Katherine Roueché, 96
Katherine Eisenhower Roueché, a 50-year resident of Stony Hill Road in Amagansett and the niece of President Dwight D. Eisenhower, died on Feb. 25 at the Hampton Care Center in Southampton of a heart attack. She was 96.
Mrs. Roueché, whom friends called Kay, was born and raised in Kansas City, Mo. Her parents were Arthur B. Eisenhower and the former Louise Grieb. She went to college at the University of Missouri.
In 1936, she married Berton Roueché, who originated the “Annals of Medicine” series in The New Yorker magazine and was the author of 20 books. They came to the East End in 1950, living first in East Hampton Village and then in Springs, where they remodeled an old Parsons family house. In the mid-1950s, they built a house on a wooded lot on Stony Hill Road. Mrs. Roueché went to live at the care center after Mr. Roueché died, in 1994.
Mrs. Roueché was a regular at the Springs Presbyterian Church and the Devon Yacht Club, and she was active in the East Hampton Ladies Village Improvement Society and the Animal Rescue Fund of the Hamptons. She and her husband had bred Springer spaniels for a number of years.
She also loved gardening, collecting antiques, and going to the theater, especially at Guild Hall in East Hampton. In later life, she took an interest in perfecting her French and achieved fluency in her late 70s.
She is survived by a son, Arthur Roueché of Spencer, Mass., and a granddaughter. Burial, in Massachusetts this spring, will be private.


> **Your task**: Everything from the line containing "Where would I find <b>plant</b>?" through the last line of the data below must be copied exactly, with no other lines included.

> **Records supplied**:
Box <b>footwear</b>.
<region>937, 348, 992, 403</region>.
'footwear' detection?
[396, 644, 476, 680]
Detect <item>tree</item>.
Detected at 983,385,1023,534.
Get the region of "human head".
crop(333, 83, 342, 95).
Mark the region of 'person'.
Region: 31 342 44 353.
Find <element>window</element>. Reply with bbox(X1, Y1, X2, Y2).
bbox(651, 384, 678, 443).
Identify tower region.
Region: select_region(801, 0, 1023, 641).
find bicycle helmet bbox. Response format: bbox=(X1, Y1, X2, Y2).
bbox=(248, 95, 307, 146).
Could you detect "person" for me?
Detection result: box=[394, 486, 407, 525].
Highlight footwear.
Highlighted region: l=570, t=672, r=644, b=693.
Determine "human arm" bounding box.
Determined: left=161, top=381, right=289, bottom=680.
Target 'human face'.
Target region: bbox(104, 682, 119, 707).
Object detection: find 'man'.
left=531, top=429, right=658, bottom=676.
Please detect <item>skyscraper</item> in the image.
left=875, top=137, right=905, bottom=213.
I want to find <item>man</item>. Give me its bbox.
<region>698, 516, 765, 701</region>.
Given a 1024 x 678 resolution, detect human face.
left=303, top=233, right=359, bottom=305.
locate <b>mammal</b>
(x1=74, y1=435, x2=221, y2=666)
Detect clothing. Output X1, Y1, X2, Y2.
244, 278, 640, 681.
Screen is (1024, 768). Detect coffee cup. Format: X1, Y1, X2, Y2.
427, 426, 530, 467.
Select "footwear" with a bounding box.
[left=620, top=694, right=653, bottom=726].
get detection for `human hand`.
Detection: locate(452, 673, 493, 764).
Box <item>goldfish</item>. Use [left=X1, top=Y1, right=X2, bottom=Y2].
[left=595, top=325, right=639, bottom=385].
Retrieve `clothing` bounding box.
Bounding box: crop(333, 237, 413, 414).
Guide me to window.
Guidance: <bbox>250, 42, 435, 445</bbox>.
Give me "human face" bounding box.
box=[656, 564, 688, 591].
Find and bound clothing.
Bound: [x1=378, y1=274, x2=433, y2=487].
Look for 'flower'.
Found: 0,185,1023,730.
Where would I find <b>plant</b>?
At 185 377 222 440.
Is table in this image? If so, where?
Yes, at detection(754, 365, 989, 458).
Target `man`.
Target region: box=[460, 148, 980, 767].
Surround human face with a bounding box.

> **Answer section**:
Where would I find <b>plant</b>?
At 185 377 222 440.
Is table in this image? If so, where?
Yes, at detection(754, 365, 989, 458).
Target `man`.
Target region: box=[460, 148, 980, 767].
Surround human face with a bounding box.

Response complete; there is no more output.